An array of lists, is it thread safe to resize a list?

Started by
4 comments, last by Alberth 5 years, 8 months ago

Hey, I've created an array of lists


public List<Cube> [] cubes;

This array contains a whole map of cubes compressed with RLE (Run-length encoding) to save memory and I'm wondering is it thread safe to resize a single List inside that array while there is only one thread editing that particular list but multiple threads editing other lists inside the same array?

Advertisement

The array only holds references (pointers) to the lists - the list contents are not stored in RAM anywhere near the array.  If your threads are ONLY modifying different Lists, then it will be fine.

If your threads are accessing the cubes array itself and one thread decides to reassign an entry in the array, THAT could cause problems.

If you ever have two threads that access the same list, THAT can cause problems.

8 minutes ago, Nypyren said:

The array only holds references (pointers) to the lists - the list contents are not stored in RAM anywhere near the array.  If your threads are ONLY modifying different Lists, then it will be fine.

If your threads are accessing the cubes array itself and one thread decides to reassign an entry in the array, THAT could cause problems.

If you ever have two threads that access the same list, THAT can cause problems.

Hey, thanks for the reply, yeah the threads will never access same lists and only modify, add or remove contents of a list. I previously had a fixed array size and no lists so I din't have to worry about such things.

Though if you're using Java, it might not be a bad idea to look into this static Collections method (for the internal lists):

Collections.synchronizedList(new ArrayList());

 

3 hours ago, orange451 said:

Though if you're using Java, it might not be a bad idea to look into this static Collections method (for the internal lists):

Collections.synchronizedList(new ArrayList());

 

That adds synchronization overhead on each access to the list, which is not needed if at most one thread accesses it.

 

Edit: Also, it's the wrong programming language you're talking about ?

This topic is closed to new replies.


Copy out, from the entries below, each line holding the string "this".

*** Extracted material

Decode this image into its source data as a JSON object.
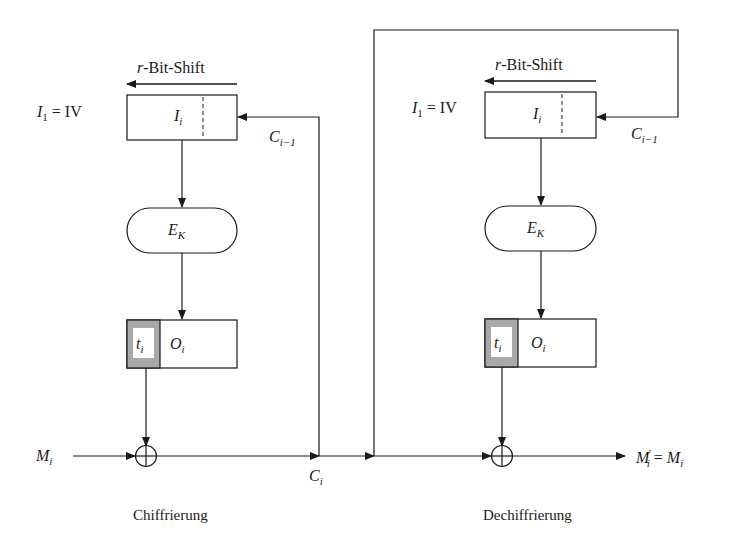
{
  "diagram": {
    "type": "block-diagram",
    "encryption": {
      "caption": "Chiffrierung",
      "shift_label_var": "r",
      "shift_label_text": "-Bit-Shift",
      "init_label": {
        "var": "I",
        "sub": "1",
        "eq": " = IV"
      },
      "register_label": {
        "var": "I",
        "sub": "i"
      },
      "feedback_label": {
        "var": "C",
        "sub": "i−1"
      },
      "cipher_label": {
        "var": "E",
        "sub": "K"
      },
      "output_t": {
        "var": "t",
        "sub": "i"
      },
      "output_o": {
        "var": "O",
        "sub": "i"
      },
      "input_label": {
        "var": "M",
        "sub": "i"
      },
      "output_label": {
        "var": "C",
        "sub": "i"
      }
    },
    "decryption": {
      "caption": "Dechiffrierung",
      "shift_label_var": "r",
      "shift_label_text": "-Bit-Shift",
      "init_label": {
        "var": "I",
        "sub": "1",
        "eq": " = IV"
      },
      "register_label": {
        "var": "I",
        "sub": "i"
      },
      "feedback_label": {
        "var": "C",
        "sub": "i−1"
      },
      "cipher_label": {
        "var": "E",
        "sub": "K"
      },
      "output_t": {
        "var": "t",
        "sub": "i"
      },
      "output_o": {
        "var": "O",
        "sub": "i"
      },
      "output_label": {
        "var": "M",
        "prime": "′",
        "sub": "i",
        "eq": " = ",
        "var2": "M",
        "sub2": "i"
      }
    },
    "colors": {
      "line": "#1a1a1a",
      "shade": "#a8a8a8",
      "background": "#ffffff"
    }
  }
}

******
*** Extracted material

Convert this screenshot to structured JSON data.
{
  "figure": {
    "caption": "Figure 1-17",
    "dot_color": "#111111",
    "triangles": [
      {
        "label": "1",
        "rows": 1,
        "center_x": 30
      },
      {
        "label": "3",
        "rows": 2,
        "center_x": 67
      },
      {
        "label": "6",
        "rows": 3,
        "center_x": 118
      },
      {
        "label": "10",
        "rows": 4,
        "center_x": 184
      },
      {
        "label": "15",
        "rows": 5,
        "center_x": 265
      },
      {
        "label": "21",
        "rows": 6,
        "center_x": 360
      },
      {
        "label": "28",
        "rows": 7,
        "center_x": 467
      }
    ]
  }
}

******

- [Answer to the exercise]
Decode this image into its source data as a JSON object.
Convert this screenshot to structured JSON data.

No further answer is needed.